On Mon, Nov 14, 2016 at 09:07:51PM +0100, James Pharaoh wrote:
> On 14/11/16 20:51, Zygo Blaxell wrote:
> >On Mon, Nov 14, 2016 at 01:39:02PM -0500, Austin S. Hemmelgarn wrote:
> >>On 2016-11-14 13:22, James Pharaoh wrote:
> >>>One thing I am keen to understand is if BTRFS will automatically ignore
> >>>a request to deduplicate a file if it is already deduplicated? Given the
> >>>performance I see when doing a repeat deduplication, it seems to me that
> >>>it can't be doing so, although this could be caused by the CPU usage you
> >>>mention above.
> >>
> >>What's happening is that the dedupe ioctl does a byte-wise comparison of the
> >>ranges to make sure they're the same before linking them.  This is actually
> >>what takes most of the time when calling the ioctl, and is part of why it
> >>takes longer the larger the range to deduplicate is.  In essence, it's
> >>behaving like an OS should and not trusting userspace to make reasonable
> >>requests (which is also why there's a separate ioctl to clone a range from
> >>another file instead of deduplicating existing data).
> >
> >     - the extent-same ioctl could check to see which extents
> >     are referenced by the src and dst ranges, and return success
> >     immediately without reading data if they are the same (but
> >     userspace should already know this, or it's wasting a huge amount
> >     of time before it even calls the kernel).
> 
> Yes, this is what I am talking about. I believe I should be able to read
> data about the BTRFS data structures and determine if this is the case. I
> don't care if there are false matches, due to concurrent updates, but
> there'll be a /lot/ of repeat deduplications unless I do this, because even
> if the file is identical, the mtime etc hasn't changed, and I have a record
> of previously doing a dedupe, there's no guarantee that the file hasn't been
> rewritten in place (eg by rsync), and no way that I know of to reliably
> detect if a file has been changed.
> 
> I am sure there are libraries out there which can look into the data
> structures of a BTRFS file system, I haven't researched this in detail
> though. I imagine that with some kind of lock on a BTRFS root, this could be
> achieved by simply reading the data from the disk, since I believe that
> everything is copy-on-write, so no existing data should be overwritten until
> all roots referring to it are updated. Perhaps I'm missing something
> though...

FIEMAP (VFS) and SEARCH_V2 (btrfs-specific) will both give you access
to the underlying physical block numbers.  SEARCH_V2 is non-trivial
to use without reverse-engineering significant parts of btrfs-progs.
SEARCH_V2 is a generic tree-searching tool which will give you all kinds
of information about btrfs structures...it's essential for a sophisticated
deduplicator and overkill for a simple one.

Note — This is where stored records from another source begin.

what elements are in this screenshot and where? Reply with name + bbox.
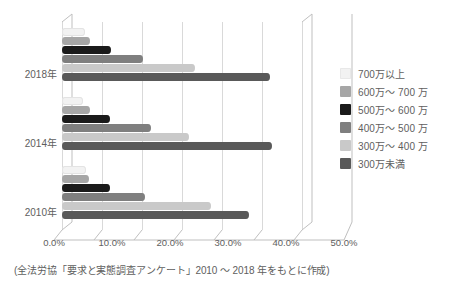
- bar-row: [62, 28, 312, 36]
- bar-row: [62, 175, 312, 183]
- bar: [62, 124, 151, 132]
- legend-label: 600万〜 700 万: [358, 84, 428, 99]
- chart-caption: (全法労協「要求と実態調査アンケート」2010 〜 2018 年をもとに作成): [14, 262, 330, 277]
- bar-row: [62, 37, 312, 45]
- bar-row: [62, 166, 312, 174]
- bar: [62, 202, 211, 210]
- bar: [62, 175, 89, 183]
- x-axis-tick: 50.0%: [331, 237, 358, 248]
- bar: [62, 97, 83, 105]
- bar-row: [62, 64, 312, 72]
- legend-swatch-icon: [340, 86, 351, 97]
- bar-row: [62, 106, 312, 114]
- bar-row: [62, 184, 312, 192]
- bar-group-2018: [62, 28, 312, 82]
- legend-label: 400万〜 500 万: [358, 120, 428, 135]
- bar: [62, 193, 145, 201]
- bar: [62, 55, 143, 63]
- legend-label: 700万以上: [358, 66, 405, 81]
- legend-label: 500万〜 600 万: [358, 102, 428, 117]
- bar: [62, 106, 90, 114]
- legend-label: 300万〜 400 万: [358, 138, 428, 153]
- plot-area: [62, 22, 312, 230]
- bar-row: [62, 211, 312, 219]
- y-axis-label: 2018年: [11, 66, 57, 81]
- bar-row: [62, 193, 312, 201]
- bar: [62, 46, 111, 54]
- bar: [62, 64, 195, 72]
- bar-row: [62, 97, 312, 105]
- bar-row: [62, 55, 312, 63]
- legend-item[interactable]: 700万以上: [340, 64, 458, 82]
- bar: [62, 133, 189, 141]
- bar: [62, 73, 270, 81]
- bar-group-2014: [62, 97, 312, 151]
- bar-group-2010: [62, 166, 312, 220]
- bar: [62, 37, 90, 45]
- x-axis-tick: 20.0%: [157, 237, 184, 248]
- x-axis-tick: 0.0%: [43, 237, 65, 248]
- legend-item[interactable]: 500万〜 600 万: [340, 100, 458, 118]
- bar: [62, 211, 249, 219]
- legend-item[interactable]: 400万〜 500 万: [340, 118, 458, 136]
- y-axis-labels: 2018年 2014年 2010年: [0, 22, 57, 230]
- bar-row: [62, 133, 312, 141]
- y-axis-label: 2014年: [11, 135, 57, 150]
- x-axis-tick: 10.0%: [99, 237, 126, 248]
- bar: [62, 184, 110, 192]
- legend-swatch-icon: [340, 104, 351, 115]
- y-axis-label: 2010年: [11, 204, 57, 219]
- legend-item[interactable]: 300万〜 400 万: [340, 136, 458, 154]
- bar: [62, 142, 272, 150]
- bar-row: [62, 142, 312, 150]
- legend-swatch-icon: [340, 122, 351, 133]
- x-axis-tick: 40.0%: [273, 237, 300, 248]
- bar: [62, 28, 85, 36]
- bar-row: [62, 115, 312, 123]
- chart-legend: 700万以上600万〜 700 万500万〜 600 万400万〜 500 万3…: [340, 64, 458, 172]
- legend-swatch-icon: [340, 68, 351, 79]
- x-axis-tick: 30.0%: [215, 237, 242, 248]
- legend-label: 300万未満: [358, 156, 405, 171]
- bar-row: [62, 73, 312, 81]
- legend-swatch-icon: [340, 140, 351, 151]
- bar-row: [62, 124, 312, 132]
- bar: [62, 115, 110, 123]
- legend-item[interactable]: 600万〜 700 万: [340, 82, 458, 100]
- bar-row: [62, 46, 312, 54]
- legend-item[interactable]: 300万未満: [340, 154, 458, 172]
- bar-chart: 2018年 2014年 2010年 0.0% 10.0% 20.0% 30.0%…: [0, 0, 460, 287]
- x-axis-ticks: 0.0% 10.0% 20.0% 30.0% 40.0% 50.0%: [0, 237, 460, 253]
- legend-swatch-icon: [340, 158, 351, 169]
- bar: [62, 166, 86, 174]
- bar-row: [62, 202, 312, 210]
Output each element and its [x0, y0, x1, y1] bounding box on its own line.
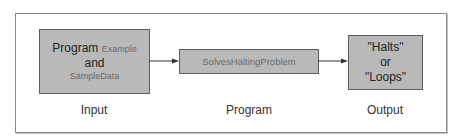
arrow-program-to-output — [318, 59, 348, 64]
caption-program: Program — [179, 103, 319, 117]
caption-input: Input — [39, 103, 149, 117]
caption-output: Output — [348, 103, 422, 117]
arrow-input-to-program — [149, 59, 179, 64]
flow-arrows — [0, 0, 457, 140]
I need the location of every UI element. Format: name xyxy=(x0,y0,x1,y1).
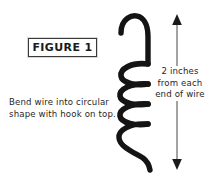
figure-illustration: FIGURE 1 Bend wire into circular shape w… xyxy=(0,0,216,177)
arrow-head-down xyxy=(172,159,182,170)
dimension-line-2: from each xyxy=(152,78,208,90)
dimension-annotation-text: 2 inches from each end of wire xyxy=(152,66,208,101)
dimension-line-1: 2 inches xyxy=(152,66,208,78)
arrow-head-up xyxy=(172,14,182,25)
dimension-line-3: end of wire xyxy=(152,89,208,101)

For full-file dedup using FIEMAP you only need to look at the "physical"
field of the first extent (if it's zero or the same as the other file, the
files cannot be deduplicated or are already deduplicated, respectively).
The source for 'filefrag' (from e2fsprogs) is good for learning how
FIEMAP works.

For block-level dedup you need to look at each extent individually.
That's much slower and full of additional caveats.  If you're going down
that road it's probably better to just improve duperemove instead.